The secret to raising boys who read, I submit, is pretty simple—keep electronic media, especially video games and recreational Internet, under control (that is to say, almost completely absent). Then fill your shelves with good books.

People who think that a book—even R.L. Stine's grossest masterpiece—can compete with the powerful stimulation of an electronic screen are kidding themselves. But on the level playing field of a quiet den or bedroom, a good book like "Treasure Island" will hold a boy's attention quite as well as "Zombie Butts from Uranus." Who knows—a boy deprived of electronic stimulation might even become desperate enough to read Jane Austen.

Most importantly, a boy raised on great literature is more likely to grow up to think, to speak, and to write like a civilized man. Whom would you prefer to have shaped the boyhood imagination of your daughter's husband—Raymond Bean or Robert Louis Stevenson?

I offer a final piece of evidence that is perhaps unanswerable: There is no literacy gap between home-schooled boys and girls. How many of these families, do you suppose, have thrown grossology parties?

Friday, October 22, 2010

Fall Festival

Every October we have our "Forest Craft/Scenic Drive" fall festival. This is one of my favorite events of the year. I love the crafts, the food, the weather all of it. Last year temperatures were in the 30s, Clae and I went to the parade and FROZE. I bundled up the kids in their winter gear and we walked around and looked at the crafts but we were pretty much miserable the whole time. But THIS year was a different story. Temperatures were in the 80s and we took full advantage of the nice weather. These are some pictures of us at the parade. Kohen and Abraham came with us, they all loved the parade and got lots of candy. The semis were Clae's favorite, the candy was Lydia's favorite!

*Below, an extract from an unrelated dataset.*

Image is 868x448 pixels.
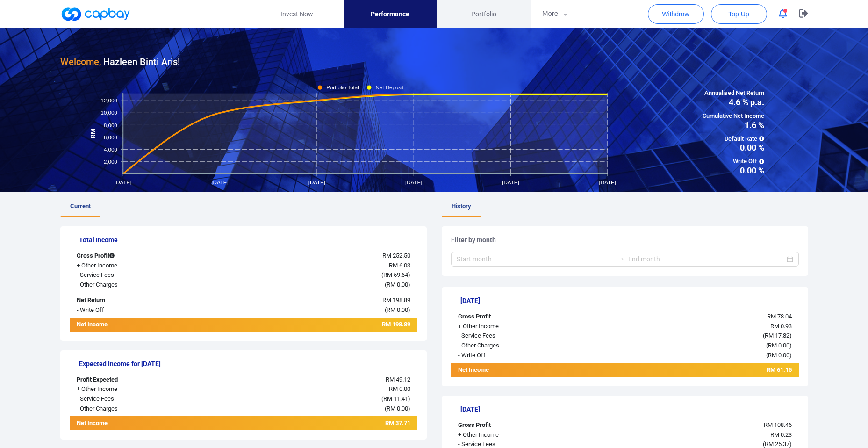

Wednesday, October 13, 2010

Pumpkin Patch Trip #2

Our second pumpkin patch trip was to Kathy's Pumpkin Patch near Donnellson. We had SO much fun at this one. There were tons of activities for the kids to do. Their favorite thing was the "corn box" it was like a huge sand box but with corn instead of sand. It was nice for the moms, too, because the kids were kind of trapped in there so we didn't have to worry about losing them. It was super busy in the morning but by the afternoon it cleared out and we were able to enjoy everything a little bit more. We took a picnic lunch and ate there, it was a beautiful day, and we just had a great time.





Monday, October 11, 2010

Weekend at the Butler's

Kirby's sister and her family live in Illinois where her husband is a farmer. Kirby had the opportunity last year to help our brother-in-law with the harvest and really enjoyed it. We spent last weekend at their house so Kirby could spend the day combining with Jeffrey again. And of course Clae got to ride in the combine for a while, too, and LOVED it.


Evan and Clae eating breakfast


Lydia snuggled up reading a book with Uncle Jeffrey

Thursday, October 7, 2010

Trip to the Pumpkin Patch

These are a few of the pictures from the trip we took to the pumpkin patch LAST week. (We also went to a different pumpkin patch THIS week, so I will be posting those pictures soon.) My sister-in-law and I have been wanting to take our kids to visit the pumpkin patch forever, but the past two years we haven't been able to make it work. Either we had bad weather, something came up, our babies were too little, it was always something. So, I am very excited that we have already gotten TWO pumpkin patch trips in this fall, we are making up for lost time AND taking full advantage of the beautiful weather before we have to settle in for the winter.